▸ Assignment
When you reach the line containing "Image resolution: width=368", repeat that line and each one after it exactly until the records end, leaving out pictures.

(Collected data entries)
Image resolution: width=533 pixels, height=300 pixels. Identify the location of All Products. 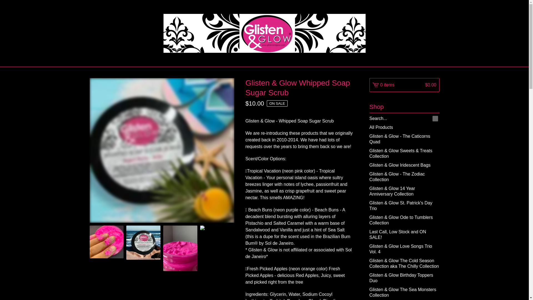
(404, 127).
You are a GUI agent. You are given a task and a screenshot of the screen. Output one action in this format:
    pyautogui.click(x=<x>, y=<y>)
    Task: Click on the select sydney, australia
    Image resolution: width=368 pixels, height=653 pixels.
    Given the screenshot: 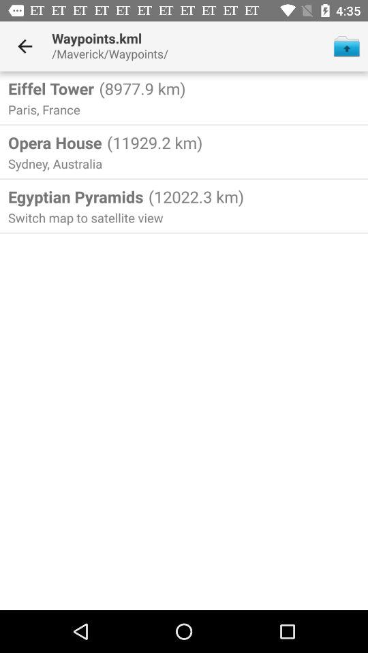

▸ Answer for this exercise
    Image resolution: width=368 pixels, height=653 pixels.
    Given the screenshot: 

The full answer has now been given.